Beckinsale delivers a magnetic performance, effortlessly boosting an otherwise very nuts’n’bolts by-the-numbers female-led shoot ‘em up, not especially indistinguishable from Atomic Blonde, Anna, Lucy or Peppermint.

The macabre lunacy of it all whips up quite the rollicking time, with a few enjoyably daft twists and turns along the way.

It’s not a jolt to the genre but, in contrast to its competition, it’s shockingly fun.

Available on Amazon Prime

VAN CONNOR

Night of the Kings (15)
Directed by Philippe Lacote
⭑⭑⭑⭑

THIS riveting and haunting fable is set in the Ivory Coast’s Maca prison, which is ruled by its inmates.

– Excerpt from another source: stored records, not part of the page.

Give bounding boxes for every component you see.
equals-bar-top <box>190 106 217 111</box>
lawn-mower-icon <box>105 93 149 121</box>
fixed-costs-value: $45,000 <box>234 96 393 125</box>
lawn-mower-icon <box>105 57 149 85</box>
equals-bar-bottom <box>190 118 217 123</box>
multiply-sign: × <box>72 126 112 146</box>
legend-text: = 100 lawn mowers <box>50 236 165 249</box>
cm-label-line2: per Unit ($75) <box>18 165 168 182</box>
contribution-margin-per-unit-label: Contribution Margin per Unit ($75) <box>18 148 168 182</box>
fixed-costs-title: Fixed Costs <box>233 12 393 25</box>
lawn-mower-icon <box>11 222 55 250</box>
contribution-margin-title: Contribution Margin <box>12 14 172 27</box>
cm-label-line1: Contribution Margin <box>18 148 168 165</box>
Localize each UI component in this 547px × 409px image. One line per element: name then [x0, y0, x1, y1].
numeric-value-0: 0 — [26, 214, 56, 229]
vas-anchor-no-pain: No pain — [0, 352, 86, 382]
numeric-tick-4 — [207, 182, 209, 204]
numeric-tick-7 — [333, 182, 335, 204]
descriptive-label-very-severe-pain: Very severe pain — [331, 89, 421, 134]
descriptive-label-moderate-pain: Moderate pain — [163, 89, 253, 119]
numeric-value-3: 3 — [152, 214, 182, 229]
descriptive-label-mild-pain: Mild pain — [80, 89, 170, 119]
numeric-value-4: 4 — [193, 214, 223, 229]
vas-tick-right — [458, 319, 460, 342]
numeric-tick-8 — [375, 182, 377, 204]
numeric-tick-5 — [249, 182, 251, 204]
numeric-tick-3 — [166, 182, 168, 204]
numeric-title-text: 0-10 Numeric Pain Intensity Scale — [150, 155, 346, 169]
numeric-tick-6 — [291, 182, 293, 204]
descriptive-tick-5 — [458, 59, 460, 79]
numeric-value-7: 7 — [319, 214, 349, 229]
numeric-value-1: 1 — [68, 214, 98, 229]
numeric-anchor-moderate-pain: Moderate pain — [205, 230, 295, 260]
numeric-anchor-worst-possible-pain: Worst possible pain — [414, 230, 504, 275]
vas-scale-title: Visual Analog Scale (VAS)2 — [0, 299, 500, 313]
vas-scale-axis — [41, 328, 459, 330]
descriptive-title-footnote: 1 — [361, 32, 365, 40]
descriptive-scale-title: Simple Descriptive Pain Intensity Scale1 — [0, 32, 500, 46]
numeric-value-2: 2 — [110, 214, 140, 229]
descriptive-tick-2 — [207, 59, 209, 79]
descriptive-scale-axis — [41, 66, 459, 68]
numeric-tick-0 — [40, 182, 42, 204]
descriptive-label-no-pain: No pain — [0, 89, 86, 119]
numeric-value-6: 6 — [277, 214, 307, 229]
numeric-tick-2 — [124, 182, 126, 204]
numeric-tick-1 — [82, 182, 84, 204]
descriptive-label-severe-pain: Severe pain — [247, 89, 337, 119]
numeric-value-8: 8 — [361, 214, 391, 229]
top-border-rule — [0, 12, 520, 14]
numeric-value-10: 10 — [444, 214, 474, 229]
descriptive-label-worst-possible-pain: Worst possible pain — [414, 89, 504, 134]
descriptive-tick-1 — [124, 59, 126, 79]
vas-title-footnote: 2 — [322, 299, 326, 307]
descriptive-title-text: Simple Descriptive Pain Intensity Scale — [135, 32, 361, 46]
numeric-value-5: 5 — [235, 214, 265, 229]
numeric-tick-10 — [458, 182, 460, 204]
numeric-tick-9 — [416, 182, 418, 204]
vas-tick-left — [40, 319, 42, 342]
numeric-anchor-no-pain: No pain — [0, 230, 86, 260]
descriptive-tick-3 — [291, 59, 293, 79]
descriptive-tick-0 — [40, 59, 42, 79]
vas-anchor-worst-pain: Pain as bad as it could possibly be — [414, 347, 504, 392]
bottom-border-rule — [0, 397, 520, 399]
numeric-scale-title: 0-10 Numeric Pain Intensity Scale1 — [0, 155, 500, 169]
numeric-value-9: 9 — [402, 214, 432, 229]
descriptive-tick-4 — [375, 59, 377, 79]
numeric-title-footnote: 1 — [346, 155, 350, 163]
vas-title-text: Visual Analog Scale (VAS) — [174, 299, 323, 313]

A petty criminal is appointed as the new “Roman” by the jail’s boss who expects his storytelling skills to save both their lives and what follows is a visually arresting, hypnotic masterclass in narrative from writer and director Philippe Lacote, inspired by a childhood memory of him visiting his mother at the prison.

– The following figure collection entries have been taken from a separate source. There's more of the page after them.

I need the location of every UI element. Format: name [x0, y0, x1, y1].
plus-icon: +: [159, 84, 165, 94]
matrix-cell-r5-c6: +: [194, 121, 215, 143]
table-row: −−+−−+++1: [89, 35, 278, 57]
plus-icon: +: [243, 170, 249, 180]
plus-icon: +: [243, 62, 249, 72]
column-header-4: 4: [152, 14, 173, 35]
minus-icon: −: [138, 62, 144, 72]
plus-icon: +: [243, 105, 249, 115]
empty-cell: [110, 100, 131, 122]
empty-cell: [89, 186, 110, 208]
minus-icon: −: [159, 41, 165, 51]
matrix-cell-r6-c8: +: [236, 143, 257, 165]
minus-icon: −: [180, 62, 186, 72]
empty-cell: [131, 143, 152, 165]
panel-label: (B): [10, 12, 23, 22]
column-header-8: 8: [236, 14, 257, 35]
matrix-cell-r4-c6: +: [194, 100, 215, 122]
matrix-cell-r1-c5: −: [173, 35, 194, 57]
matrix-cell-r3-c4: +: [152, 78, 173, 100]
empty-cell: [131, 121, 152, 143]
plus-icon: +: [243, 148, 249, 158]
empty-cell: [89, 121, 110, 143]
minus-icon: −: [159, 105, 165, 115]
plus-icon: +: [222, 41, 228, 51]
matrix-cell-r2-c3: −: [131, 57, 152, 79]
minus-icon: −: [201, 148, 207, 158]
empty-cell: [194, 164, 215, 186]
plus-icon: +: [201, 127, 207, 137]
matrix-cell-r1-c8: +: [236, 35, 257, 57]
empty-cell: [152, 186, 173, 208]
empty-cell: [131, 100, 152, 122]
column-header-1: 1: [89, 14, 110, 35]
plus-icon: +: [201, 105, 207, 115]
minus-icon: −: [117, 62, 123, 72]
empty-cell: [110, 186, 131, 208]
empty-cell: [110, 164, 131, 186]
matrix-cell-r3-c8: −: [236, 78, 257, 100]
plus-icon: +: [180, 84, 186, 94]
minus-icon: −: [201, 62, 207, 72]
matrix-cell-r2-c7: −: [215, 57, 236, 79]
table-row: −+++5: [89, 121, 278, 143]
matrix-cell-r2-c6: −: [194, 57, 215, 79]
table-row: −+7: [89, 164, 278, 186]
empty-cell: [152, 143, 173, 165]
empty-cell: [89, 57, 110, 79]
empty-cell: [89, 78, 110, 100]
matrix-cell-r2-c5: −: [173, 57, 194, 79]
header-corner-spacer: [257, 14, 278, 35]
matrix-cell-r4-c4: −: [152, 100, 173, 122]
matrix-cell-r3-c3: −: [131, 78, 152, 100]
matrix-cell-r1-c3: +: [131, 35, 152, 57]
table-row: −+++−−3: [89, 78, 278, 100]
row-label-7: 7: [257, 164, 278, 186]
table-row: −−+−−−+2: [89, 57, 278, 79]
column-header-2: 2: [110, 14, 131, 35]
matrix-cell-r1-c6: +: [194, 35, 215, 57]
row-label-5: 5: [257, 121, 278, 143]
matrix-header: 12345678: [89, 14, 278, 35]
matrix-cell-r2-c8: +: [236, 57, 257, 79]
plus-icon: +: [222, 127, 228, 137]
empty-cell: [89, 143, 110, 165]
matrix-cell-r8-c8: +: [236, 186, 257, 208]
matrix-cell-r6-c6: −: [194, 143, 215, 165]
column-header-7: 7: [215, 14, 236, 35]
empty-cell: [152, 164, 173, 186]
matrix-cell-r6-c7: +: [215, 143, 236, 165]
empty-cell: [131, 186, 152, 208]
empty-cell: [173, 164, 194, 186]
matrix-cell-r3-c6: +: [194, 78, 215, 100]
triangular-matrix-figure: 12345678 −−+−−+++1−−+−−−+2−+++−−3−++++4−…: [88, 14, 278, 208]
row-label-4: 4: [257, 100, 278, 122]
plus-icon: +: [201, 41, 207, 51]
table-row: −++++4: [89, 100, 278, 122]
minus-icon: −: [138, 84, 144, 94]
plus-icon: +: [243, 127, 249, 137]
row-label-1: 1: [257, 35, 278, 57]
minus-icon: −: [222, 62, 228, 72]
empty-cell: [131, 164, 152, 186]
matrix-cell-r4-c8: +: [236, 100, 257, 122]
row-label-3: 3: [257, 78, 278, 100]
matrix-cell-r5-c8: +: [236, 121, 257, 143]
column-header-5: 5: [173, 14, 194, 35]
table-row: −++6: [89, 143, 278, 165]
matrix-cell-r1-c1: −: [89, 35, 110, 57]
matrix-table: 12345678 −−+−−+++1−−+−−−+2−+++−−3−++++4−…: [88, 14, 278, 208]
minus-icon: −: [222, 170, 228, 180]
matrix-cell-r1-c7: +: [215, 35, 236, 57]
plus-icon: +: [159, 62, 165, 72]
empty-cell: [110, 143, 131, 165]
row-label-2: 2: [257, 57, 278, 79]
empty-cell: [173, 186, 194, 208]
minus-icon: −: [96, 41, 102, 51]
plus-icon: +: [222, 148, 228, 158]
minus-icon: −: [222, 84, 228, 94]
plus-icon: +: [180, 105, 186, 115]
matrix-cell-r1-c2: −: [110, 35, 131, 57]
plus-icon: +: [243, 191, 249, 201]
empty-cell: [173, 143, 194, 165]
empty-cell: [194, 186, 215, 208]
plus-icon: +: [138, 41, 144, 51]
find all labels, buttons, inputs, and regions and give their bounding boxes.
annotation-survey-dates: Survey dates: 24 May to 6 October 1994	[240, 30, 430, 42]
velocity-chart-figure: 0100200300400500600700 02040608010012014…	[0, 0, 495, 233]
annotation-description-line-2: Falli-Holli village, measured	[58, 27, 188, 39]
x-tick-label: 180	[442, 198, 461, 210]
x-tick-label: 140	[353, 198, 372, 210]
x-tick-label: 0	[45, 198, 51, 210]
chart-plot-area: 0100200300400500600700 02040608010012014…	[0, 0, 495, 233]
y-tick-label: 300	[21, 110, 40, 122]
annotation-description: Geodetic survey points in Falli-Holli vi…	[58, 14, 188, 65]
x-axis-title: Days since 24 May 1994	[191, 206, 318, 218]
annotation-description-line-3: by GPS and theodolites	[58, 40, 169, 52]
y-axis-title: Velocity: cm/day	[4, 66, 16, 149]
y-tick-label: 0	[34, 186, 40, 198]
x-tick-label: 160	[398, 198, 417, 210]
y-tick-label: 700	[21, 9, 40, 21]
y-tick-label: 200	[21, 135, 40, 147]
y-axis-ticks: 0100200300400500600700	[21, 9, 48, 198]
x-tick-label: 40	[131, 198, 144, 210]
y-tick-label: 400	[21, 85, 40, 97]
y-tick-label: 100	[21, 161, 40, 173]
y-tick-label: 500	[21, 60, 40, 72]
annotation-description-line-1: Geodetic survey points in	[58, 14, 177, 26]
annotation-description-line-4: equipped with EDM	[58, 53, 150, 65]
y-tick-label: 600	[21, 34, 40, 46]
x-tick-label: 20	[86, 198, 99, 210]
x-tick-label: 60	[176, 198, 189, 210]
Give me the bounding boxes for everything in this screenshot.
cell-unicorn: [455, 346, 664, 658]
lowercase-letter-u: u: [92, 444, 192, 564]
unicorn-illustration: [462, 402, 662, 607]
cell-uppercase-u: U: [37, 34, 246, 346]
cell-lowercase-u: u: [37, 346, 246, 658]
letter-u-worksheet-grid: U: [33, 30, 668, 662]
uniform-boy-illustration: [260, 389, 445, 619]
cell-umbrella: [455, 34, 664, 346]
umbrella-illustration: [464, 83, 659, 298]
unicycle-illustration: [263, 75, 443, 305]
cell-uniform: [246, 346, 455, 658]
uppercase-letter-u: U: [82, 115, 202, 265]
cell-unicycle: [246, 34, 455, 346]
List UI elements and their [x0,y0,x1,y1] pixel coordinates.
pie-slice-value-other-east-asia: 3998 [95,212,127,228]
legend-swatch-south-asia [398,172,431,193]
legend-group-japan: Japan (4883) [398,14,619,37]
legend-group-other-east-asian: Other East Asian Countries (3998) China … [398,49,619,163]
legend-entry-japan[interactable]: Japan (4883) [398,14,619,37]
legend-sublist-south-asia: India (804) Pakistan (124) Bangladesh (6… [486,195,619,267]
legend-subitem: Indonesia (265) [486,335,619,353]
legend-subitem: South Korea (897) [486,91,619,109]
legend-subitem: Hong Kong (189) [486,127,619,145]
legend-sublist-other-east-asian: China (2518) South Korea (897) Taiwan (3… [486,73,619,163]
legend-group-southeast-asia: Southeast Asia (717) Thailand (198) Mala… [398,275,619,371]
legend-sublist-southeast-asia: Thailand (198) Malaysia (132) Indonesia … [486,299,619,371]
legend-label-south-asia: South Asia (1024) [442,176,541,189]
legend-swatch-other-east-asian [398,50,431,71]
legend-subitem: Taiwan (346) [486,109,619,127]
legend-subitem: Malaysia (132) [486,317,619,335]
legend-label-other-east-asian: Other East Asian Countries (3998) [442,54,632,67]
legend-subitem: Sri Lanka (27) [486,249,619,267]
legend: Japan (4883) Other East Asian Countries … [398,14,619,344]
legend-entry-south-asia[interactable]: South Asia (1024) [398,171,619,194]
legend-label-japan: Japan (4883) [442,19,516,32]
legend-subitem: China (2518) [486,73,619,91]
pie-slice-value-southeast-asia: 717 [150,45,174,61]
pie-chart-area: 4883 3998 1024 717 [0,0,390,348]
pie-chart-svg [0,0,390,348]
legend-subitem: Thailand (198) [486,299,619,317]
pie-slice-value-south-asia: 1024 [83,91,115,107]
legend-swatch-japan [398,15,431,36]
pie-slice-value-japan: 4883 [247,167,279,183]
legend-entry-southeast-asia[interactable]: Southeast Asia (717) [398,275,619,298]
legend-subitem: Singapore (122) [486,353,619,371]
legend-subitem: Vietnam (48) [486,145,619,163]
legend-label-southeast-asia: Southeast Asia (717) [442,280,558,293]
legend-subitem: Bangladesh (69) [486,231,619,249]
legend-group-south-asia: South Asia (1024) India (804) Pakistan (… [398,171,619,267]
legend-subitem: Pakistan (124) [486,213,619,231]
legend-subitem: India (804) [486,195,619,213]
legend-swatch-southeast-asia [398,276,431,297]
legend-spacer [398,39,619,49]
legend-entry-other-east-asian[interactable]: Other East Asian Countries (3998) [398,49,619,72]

Evocative of Scheherazade in One Thousand and One Nights, a captivating Bakary Kone as Roman holds court all night as he relates the tale of the legendary outlaw the Zama King to his fellow prisoners, while other inmates illustrate his narration through movement and dance.

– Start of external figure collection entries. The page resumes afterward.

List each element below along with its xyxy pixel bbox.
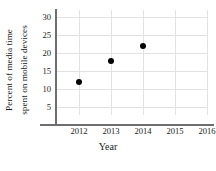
- y-axis-title-line-1: Percent of media time: [5, 29, 14, 111]
- data-point: [76, 79, 82, 85]
- x-axis-title: Year: [0, 142, 216, 152]
- gridline-vertical: [79, 10, 80, 115]
- y-axis-title-line-2: spent on mobile devices: [20, 25, 29, 115]
- x-tick-label: 2012: [70, 127, 87, 136]
- y-tick-label: 5: [47, 102, 51, 111]
- gridline-vertical: [175, 10, 176, 115]
- gridline-vertical: [143, 10, 144, 115]
- y-tick-label: 20: [42, 48, 51, 57]
- y-tick-label: 25: [42, 30, 51, 39]
- y-tick-label: 15: [42, 66, 51, 75]
- x-axis-line: [40, 124, 214, 126]
- y-axis-title: Percent of media time spent on mobile de…: [0, 0, 34, 140]
- x-axis-tick-labels: 2012 2013 2014 2015 2016: [0, 127, 216, 141]
- x-tick-label: 2013: [102, 127, 119, 136]
- y-axis-line: [55, 9, 57, 124]
- x-tick-label: 2015: [166, 127, 183, 136]
- x-tick-label: 2016: [198, 127, 215, 136]
- y-axis-tick-labels: 30 25 20 15 10 5: [31, 0, 51, 140]
- y-tick-label: 10: [42, 84, 51, 93]
- x-tick-label: 2014: [134, 127, 151, 136]
- gridline-vertical: [207, 10, 208, 115]
- y-tick-label: 30: [42, 12, 51, 21]
- scatter-plot-figure: Percent of media time spent on mobile de…: [0, 0, 216, 171]
- plot-area: [57, 10, 207, 115]
- data-point: [108, 58, 114, 64]
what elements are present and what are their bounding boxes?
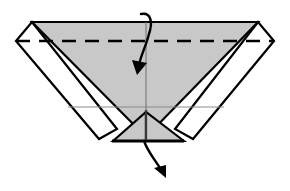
origami-figure <box>0 0 290 191</box>
origami-diagram-container <box>0 0 290 191</box>
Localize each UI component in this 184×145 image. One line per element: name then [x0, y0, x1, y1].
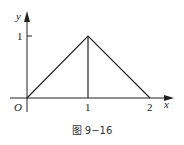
x-tick-label-1: 1: [85, 101, 91, 113]
triangle-function-diagram: y 1 O 1 2 x 图 9−16: [0, 0, 184, 145]
x-axis-label: x: [163, 98, 169, 110]
y-tick-label-1: 1: [17, 30, 23, 42]
y-axis-arrow-icon: [24, 11, 30, 22]
x-tick-label-2: 2: [147, 101, 153, 113]
figure-caption: 图 9−16: [72, 125, 113, 136]
y-axis-label: y: [15, 10, 21, 22]
origin-label: O: [14, 101, 22, 113]
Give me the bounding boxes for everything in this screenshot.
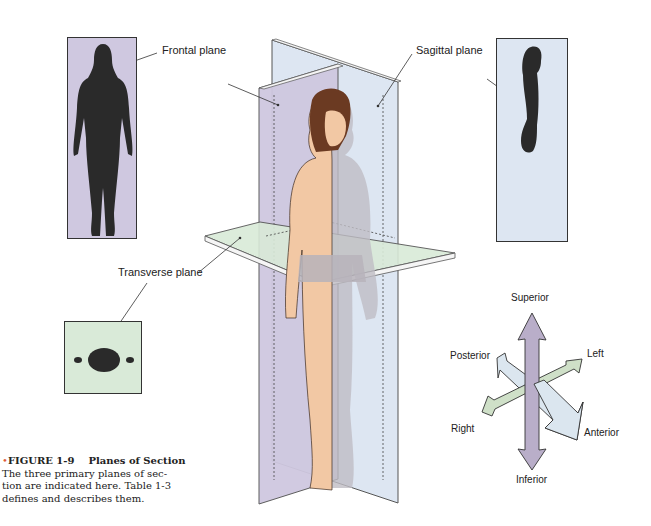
sagittal-silhouette-icon: [497, 39, 569, 243]
direction-inferior-label: Inferior: [516, 474, 547, 485]
sagittal-plane-label: Sagittal plane: [416, 44, 483, 56]
frontal-plane-inset: [67, 37, 137, 239]
caption-line-3: defines and describes them.: [2, 493, 192, 506]
direction-superior-label: Superior: [511, 292, 549, 303]
direction-left-label: Left: [587, 348, 604, 359]
transverse-plane-inset: [64, 321, 142, 394]
figure-number: FIGURE 1-9: [8, 455, 75, 466]
transverse-plane-label: Transverse plane: [118, 266, 203, 278]
direction-anterior-label: Anterior: [584, 427, 619, 438]
sagittal-plane-inset: [496, 38, 568, 242]
figure-caption: •FIGURE 1-9 Planes of Section The three …: [2, 455, 192, 505]
direction-posterior-label: Posterior: [450, 350, 490, 361]
frontal-silhouette-icon: [68, 38, 138, 240]
caption-heading: •FIGURE 1-9 Planes of Section: [2, 455, 192, 468]
caption-line-1: The three primary planes of sec-: [2, 468, 192, 481]
figure-title: Planes of Section: [88, 455, 185, 466]
transverse-silhouette-icon: [65, 322, 143, 395]
caption-line-2: tion are indicated here. Table 1-3: [2, 480, 192, 493]
direction-compass: [482, 313, 583, 470]
frontal-plane-label: Frontal plane: [162, 44, 226, 56]
direction-right-label: Right: [451, 423, 474, 434]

It has an almost mystical and supernatural feel — this story within a story is an absolutely gripping prison drama with a twist.

MARIA DUARTE

Bye Bye Morons (No cert)
Directed by Albert Dupontel
⭑⭑⭑⭑⭑

YOU’D expect that any film opening with a dedication to the late Pythoner Terry Jones might not  measure up in comparison but this dark-hearted comedy from actor-director Albert Dupontel more than stands up.

If Spike Jonze had adapted Philomena, the result would have been quite similar to Bye Bye Morons, an unmissable absurdist French tale in which a terminally ill woman takes a city bureaucrat hostage in pursuit of the son she gave up for adoption as a teen.

Riotous fun, with as heavy a focus on character drama and tension as outright comedy, Bye Bye Morons won seven awards at this year’s Cesars, the French Oscars, and it’s easy to see why.

Captivating, charismatic and cleverly capricious, it’s a razor-sharp and hilarious picture that knows how and when to expend its energy and when to engage its heart. Don’t miss it.

VC

Off the Rails (15)
Directed by Jules Williamson

THREE women in their fifties decide to go inter-railing through Europe to Palma to honour their dead friend’s last wishes in this cliche-filled comedy by numbers from first-time director Jules Williamson.

Based on Williamson’s own experiences and written by Jordan Waller, it stars Kelly Preston in her last-ever film performance — she surely she didn’t deserve this — along with Sally Phillips and Jenny Seagrove as the old friends who head to Majorca with the late Anna’s (Andrea Corr) teenage daughter Maddie (Elizabeth Dormer-Phillips).

They are all fantastic in trying to work miracles with this condescending script, which has Ben Miller and Franco Nero as the token male love interest and Judi Dench in the most poignant scene in the film.

Underscored by Blondie’s greatest hits, what is annoying is a promising premise that doesn’t deliver. While I applaud a female-driven vehicle about 50-plus women — who in 2021 are shamefully still an afterthought in film — the target audience deserves better, as they are neither stupid, deaf or blind.

MD

The World to Come (15)
Directed by Mona Fastvold
⭑⭑⭑⭑

COMPARATIVE industry newbies Katherine Waterston and Vanessa Kirby take the stage for this adaptation of co-writer Jim Shepard’s story, in which two married 19th-century farm wives find their previously repressed selves through a forbidden romance that will ultimately sustain them.

Carefully staged to aesthetically and stylistically reflect the warmth of its central romance, the  precisely honed performances and great chemistry between Waterston and Kirby nicely stoke an otherwise pretty flat screenplay.

It’s not going to wow multiplex audiences the world over and it’s not the fabled Cold Mountain of LGBT romances. But it’s a captivating romantic drama you’ll care about.